Season 2 Episodes
1. Zagreb Fair, the City Center That Was Not Meant to Be
The first episode entitled "Zagreb Fair, the City Center That Was Not Meant to Be" explores the Zagreb Fair, an important part of the urban identity of Zagreb and the focal point for presentation of technological advancements and contemporary modes of life, which would only party integrate into the everyday life of the citizens of Zagreb, Croatia and Yugoslavia. The building of the Fair was the first big construction on the south bank of Sava river, a visionary project of creating the big new center for New Zagreb. The vision was never fully realized, and Zagreb Fair, a protected cultural property – with its 560.000 square meters, 40 pavilions, 12 kilometers of asphalt roads and its own water pump station – is barely holding on: not yet an abandoned industrial area but not adequately used either.
2. Vehicles of Emancipation
The second episode, "Vehicles of Emancipation," covers architecture that became an important instrument of the post-war reconstruction and the cultural centers and workers’ educational centers in former Yugoslavia that were built for the purpose of the socialist emancipation of man. They unified education, culture, entertainment, sports and political life and brought new architecture and lifestyle to their environments. We cover four of these “social condensers” – Cultural Centre in the small village of Konjic in Bosnia and Herzegovina, the Memorial Center in Kolašin, the House of the Revolution in Nikšić, and Ivan Vitić’s Cultural Center on the island of Vis. Is their continued survival possible or will they remain just as a symbol of great ambitions?

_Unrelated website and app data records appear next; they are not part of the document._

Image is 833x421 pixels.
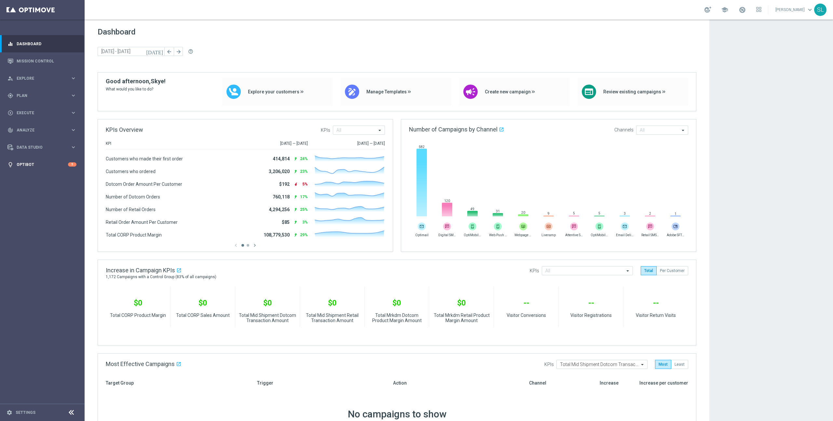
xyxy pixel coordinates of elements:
div: 5 [68,162,76,167]
i: play_circle_outline [7,110,13,116]
div: SL [814,4,826,16]
i: equalizer [7,41,13,47]
i: gps_fixed [7,93,13,99]
div: Analyze [7,127,70,133]
span: Plan [17,94,70,98]
span: school [721,6,728,13]
span: Analyze [17,128,70,132]
i: keyboard_arrow_right [70,127,76,133]
a: Optibot [17,156,68,173]
a: Settings [16,411,35,415]
i: keyboard_arrow_right [70,144,76,150]
button: play_circle_outline Execute keyboard_arrow_right [7,110,77,116]
div: Mission Control [7,52,76,70]
span: Explore [17,76,70,80]
i: track_changes [7,127,13,133]
button: Data Studio keyboard_arrow_right [7,145,77,150]
button: person_search Explore keyboard_arrow_right [7,76,77,81]
div: Execute [7,110,70,116]
div: Explore [7,75,70,81]
div: Plan [7,93,70,99]
div: Optibot [7,156,76,173]
button: gps_fixed Plan keyboard_arrow_right [7,93,77,98]
a: Mission Control [17,52,76,70]
i: keyboard_arrow_right [70,92,76,99]
button: Mission Control [7,59,77,64]
i: person_search [7,75,13,81]
div: Data Studio [7,144,70,150]
button: track_changes Analyze keyboard_arrow_right [7,128,77,133]
span: Data Studio [17,145,70,149]
div: Dashboard [7,35,76,52]
i: settings [7,410,12,416]
span: keyboard_arrow_down [806,6,813,13]
span: Execute [17,111,70,115]
a: Dashboard [17,35,76,52]
a: [PERSON_NAME]keyboard_arrow_down [775,5,814,15]
i: lightbulb [7,162,13,168]
button: equalizer Dashboard [7,41,77,47]
i: keyboard_arrow_right [70,75,76,81]
i: keyboard_arrow_right [70,110,76,116]
button: lightbulb Optibot 5 [7,162,77,167]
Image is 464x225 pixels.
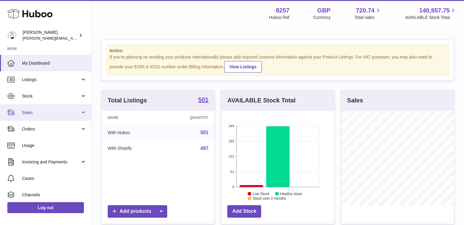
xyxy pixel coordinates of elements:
[7,31,16,40] img: Mohsin@planlabsolutions.com
[229,124,234,128] text: 244
[314,15,331,20] div: Currency
[233,185,234,189] text: 0
[253,192,270,196] text: Low Stock
[356,6,375,15] span: 720.74
[269,15,290,20] div: Huboo Ref
[108,96,147,105] h3: Total Listings
[22,110,80,116] span: Sales
[163,111,215,125] th: Quantity
[229,155,234,158] text: 122
[110,54,446,73] div: If you're planning on sending your products internationally please add required customs informati...
[102,111,163,125] th: Name
[23,36,122,41] span: [PERSON_NAME][EMAIL_ADDRESS][DOMAIN_NAME]
[22,143,87,149] span: Usage
[419,6,450,15] span: 140,957.75
[276,6,290,15] strong: 8257
[7,202,84,213] a: Log out
[22,192,87,198] span: Channels
[354,15,382,20] span: Total sales
[22,159,80,165] span: Invoicing and Payments
[227,96,296,105] h3: AVAILABLE Stock Total
[317,6,331,15] strong: GBP
[405,15,457,20] span: AVAILABLE Stock Total
[231,170,234,174] text: 61
[347,96,363,105] h3: Sales
[108,205,167,218] a: Add products
[102,141,163,157] td: With Shopify
[224,61,262,73] a: View Listings
[22,60,87,66] span: My Dashboard
[229,140,234,143] text: 183
[22,93,80,99] span: Stock
[201,146,209,151] a: 497
[354,6,382,20] a: 720.74 Total sales
[23,30,78,41] div: [PERSON_NAME]
[201,130,209,135] a: 501
[227,205,261,218] a: Add Stock
[198,97,209,104] a: 501
[110,48,446,54] strong: Notice
[22,176,87,182] span: Cases
[102,125,163,141] td: With Huboo
[253,197,286,201] text: Stock over 2 months
[280,192,303,196] text: Healthy stock
[22,77,80,83] span: Listings
[22,126,80,132] span: Orders
[405,6,457,20] a: 140,957.75 AVAILABLE Stock Total
[198,97,209,103] strong: 501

3. Split, Where Plan Meets Chaos
The third episode "Split, Where Plan Meets Chaos" visits Split, a fascinating example of urban continuity from antiquity to modernity (from ancient culture to socialist modernism). We are focusing on the unfinished urban phenomenon of Split 3, one of the most advanced socialist modernist settlements in the world. The complex was built under the Slovene team of architects Mušič, Bežan and Starc in the 1970s following the modernist principles of freestanding cities. However, simultaneously to harmoniously proportioned skyscrapers of Split 3, the space is taken by unregulated individual construction sites. Planning and deregulation coexist, exemplary order clashes with chaos – the city and its antithesis. Opposing tendencies intertwine, and with the passing of time one prevails. We read the city as a reflection of society in the fascinating architectural collage of Split.
4. A City That Was Too Modern
After the catastrophic earthquake in 1963, Skopje became a global demonstration city of the future. UN hired international experts to participate in its reconstruction, the central figure being the Japanese avant-garde architect Kenzo Tange who designed the new center using the principles of the metabolism – its first application outside Japan. In its bid to become city of the future, Skopje anticipated some of the concepts that are only being realized today, but the ambitious idea was only partially realized. The bare brutalist architecture of unplastered concrete, at the same time archaic and futuristic, does not compromise, but tries to build a new world – but was it just a megalomaniacal project that was impossible to live in? In the episode, we also touch on the current Macedonian political nomenclature in their endeavor to rewrite history through construction – authentic modernism is replaced by faux Baroque and monumental memorials.